ACORN doesn't deserve its bad rap
BY PETER DREIER
www.latimes.com
For 40 years, the community organizing group ACORN has been a strong and effective voice for low-income Americans. It has registered more than 1 million citizens to vote. It has provided counseling and other assistance to help Americans buy and keep homes. It has fought on behalf of working people for fair treatment by employers, banks, mortgage companies and payday lenders. It played a leading role in organizing the victims of Hurricane Katrina to gain a voice in the rebuilding of the Gulf Coast.
But few Americans had heard of ACORN until last fall, when Sen. John McCain and then-Gov. Sarah Palin began attacking the organization for ``voter fraud.'' Soon, more than 80 percent of Americans knew about the group, according to polls. In the last month, Fox News, and then the rest of the media, have broadcast videos of several ACORN staffers advising people posing as a pimp and prostitute to lie on their tax returns. Now people know ACORN for that too.
It was wrong that workers registering voters for ACORN submitted false names. And it was wrong for ACORN employees to offer the advice they did to the posing couple. But the organization took swift action in both cases, notifying election officials in the first instance and terminating employees in the second.
The attack on ACORN is not really about bogus names on voter forms or about staffers encouraging people to lie on their tax forms. Rather, it is part of a broader conservative effort to attack progressive organizations and discredit President Barack Obama and his liberal agenda.
Over the years, ACORN has made powerful enemies. Many businesses oppose the group's efforts to raise wages for the working poor. Banks, mortgage companies and payday lenders have fought ACORN's campaigns to strengthen regulation of the financial industry. Business groups have funded anti-ACORN Web sites, such as rottenacorn.com, that aim to destroy the group's credibility. Republicans have long opposed ACORN's success at registering low-income, mostly minority voters, who are more likely to vote for Democrats.
Christopher Martin, a journalism professor at the University of Northern Iowa, and I recently analyzed media coverage of ACORN over the years. In our published report, ``Manipulating the Public Agenda: Why ACORN Was in the News, and What the News Got Wrong,'' we found that, despite ACORN's effective community organizing work in more than 70 cities across the United States, 55 percent of the stories about the organization during 2007 and 2008 dealt with voter fraud.
The coverage was largely driven by the GOP. In the third and final presidential debate last October, McCain charged that ACORN was ``now on the verge of maybe perpetrating one of the greatest frauds in voter history in this country, maybe destroying the fabric of democracy.'' At rallies and media events, McCain and Palin repeated this charge and demanded that Obama disclose his ties with ACORN -- echoing attacks that first appeared in conservative publications.
After the election, the attacks on ACORN continued. Early this year, Rep. Darrell Issa, R-Calif., released a report calling ACORN a ``corrupt'' organization. Some right-wing bloggers, talk-show hosts and officials charged, wrongly, that Democrats had set aside billions of dollars in stimulus funding for ACORN. And a few weeks ago, virtually every major TV station and newspaper reported on the prostitute-and-pimp video.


* Goal of the exercise: Where the records below have a line with "plot", that line is to be copied.

╭─ Material provided

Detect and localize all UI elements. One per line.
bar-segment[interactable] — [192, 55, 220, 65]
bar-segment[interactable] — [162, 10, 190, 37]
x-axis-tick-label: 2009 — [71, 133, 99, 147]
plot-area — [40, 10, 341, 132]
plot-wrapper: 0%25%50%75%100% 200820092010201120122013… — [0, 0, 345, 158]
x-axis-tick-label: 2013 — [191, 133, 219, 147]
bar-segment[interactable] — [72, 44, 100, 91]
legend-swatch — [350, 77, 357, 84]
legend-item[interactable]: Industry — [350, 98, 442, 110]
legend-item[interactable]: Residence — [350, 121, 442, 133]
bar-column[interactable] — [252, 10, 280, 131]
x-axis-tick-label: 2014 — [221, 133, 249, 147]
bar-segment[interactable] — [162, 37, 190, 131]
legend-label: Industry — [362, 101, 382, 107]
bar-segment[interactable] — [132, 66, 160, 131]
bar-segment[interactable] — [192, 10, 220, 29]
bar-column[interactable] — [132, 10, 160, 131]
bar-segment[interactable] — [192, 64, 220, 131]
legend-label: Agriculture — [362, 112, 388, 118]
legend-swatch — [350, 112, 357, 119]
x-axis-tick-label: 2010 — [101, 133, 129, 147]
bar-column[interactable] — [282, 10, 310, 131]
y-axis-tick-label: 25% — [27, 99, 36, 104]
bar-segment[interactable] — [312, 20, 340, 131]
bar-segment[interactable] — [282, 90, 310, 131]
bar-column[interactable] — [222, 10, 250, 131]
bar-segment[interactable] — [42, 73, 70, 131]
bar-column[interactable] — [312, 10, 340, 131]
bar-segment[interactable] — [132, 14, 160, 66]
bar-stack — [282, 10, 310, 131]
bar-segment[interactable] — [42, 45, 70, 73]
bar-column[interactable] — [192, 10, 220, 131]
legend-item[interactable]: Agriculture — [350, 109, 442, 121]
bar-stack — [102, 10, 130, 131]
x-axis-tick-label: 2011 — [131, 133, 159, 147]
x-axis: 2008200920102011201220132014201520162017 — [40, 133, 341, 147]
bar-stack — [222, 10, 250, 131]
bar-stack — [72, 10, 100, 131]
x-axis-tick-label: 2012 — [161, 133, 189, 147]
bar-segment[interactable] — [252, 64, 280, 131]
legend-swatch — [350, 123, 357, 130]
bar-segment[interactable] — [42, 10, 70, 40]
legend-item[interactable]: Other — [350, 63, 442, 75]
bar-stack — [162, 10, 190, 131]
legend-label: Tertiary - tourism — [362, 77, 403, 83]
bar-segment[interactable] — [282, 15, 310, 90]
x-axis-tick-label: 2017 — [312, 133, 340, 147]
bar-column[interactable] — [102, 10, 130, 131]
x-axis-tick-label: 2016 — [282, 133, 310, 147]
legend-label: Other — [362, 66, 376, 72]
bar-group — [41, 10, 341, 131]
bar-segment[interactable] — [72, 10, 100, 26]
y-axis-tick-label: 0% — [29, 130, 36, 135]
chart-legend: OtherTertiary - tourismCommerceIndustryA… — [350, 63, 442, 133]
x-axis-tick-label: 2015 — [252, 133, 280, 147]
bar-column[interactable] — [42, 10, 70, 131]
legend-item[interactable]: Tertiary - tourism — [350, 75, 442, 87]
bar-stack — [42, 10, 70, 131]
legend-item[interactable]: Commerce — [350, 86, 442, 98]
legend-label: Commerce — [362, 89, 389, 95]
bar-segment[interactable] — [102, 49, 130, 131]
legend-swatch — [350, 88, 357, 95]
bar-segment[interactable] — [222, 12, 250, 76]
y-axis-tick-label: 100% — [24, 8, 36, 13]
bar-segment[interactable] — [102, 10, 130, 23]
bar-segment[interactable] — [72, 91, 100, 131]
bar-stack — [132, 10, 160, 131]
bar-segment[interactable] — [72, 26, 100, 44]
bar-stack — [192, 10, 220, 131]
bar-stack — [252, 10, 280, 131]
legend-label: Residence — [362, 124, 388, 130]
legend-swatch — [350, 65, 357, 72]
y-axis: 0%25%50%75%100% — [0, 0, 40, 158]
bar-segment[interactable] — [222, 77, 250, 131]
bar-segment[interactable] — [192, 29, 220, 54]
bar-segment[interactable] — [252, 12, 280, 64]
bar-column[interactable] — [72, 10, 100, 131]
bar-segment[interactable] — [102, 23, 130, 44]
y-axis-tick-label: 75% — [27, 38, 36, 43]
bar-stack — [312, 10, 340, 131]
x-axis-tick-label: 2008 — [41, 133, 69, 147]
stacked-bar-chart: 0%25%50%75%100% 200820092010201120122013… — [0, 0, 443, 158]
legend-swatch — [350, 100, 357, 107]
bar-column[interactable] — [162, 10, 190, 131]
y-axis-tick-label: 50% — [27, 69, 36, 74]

╰─

* Answer to this problem:
plot-area — [40, 10, 341, 132]
plot-wrapper: 0%25%50%75%100% 200820092010201120122013… — [0, 0, 345, 158]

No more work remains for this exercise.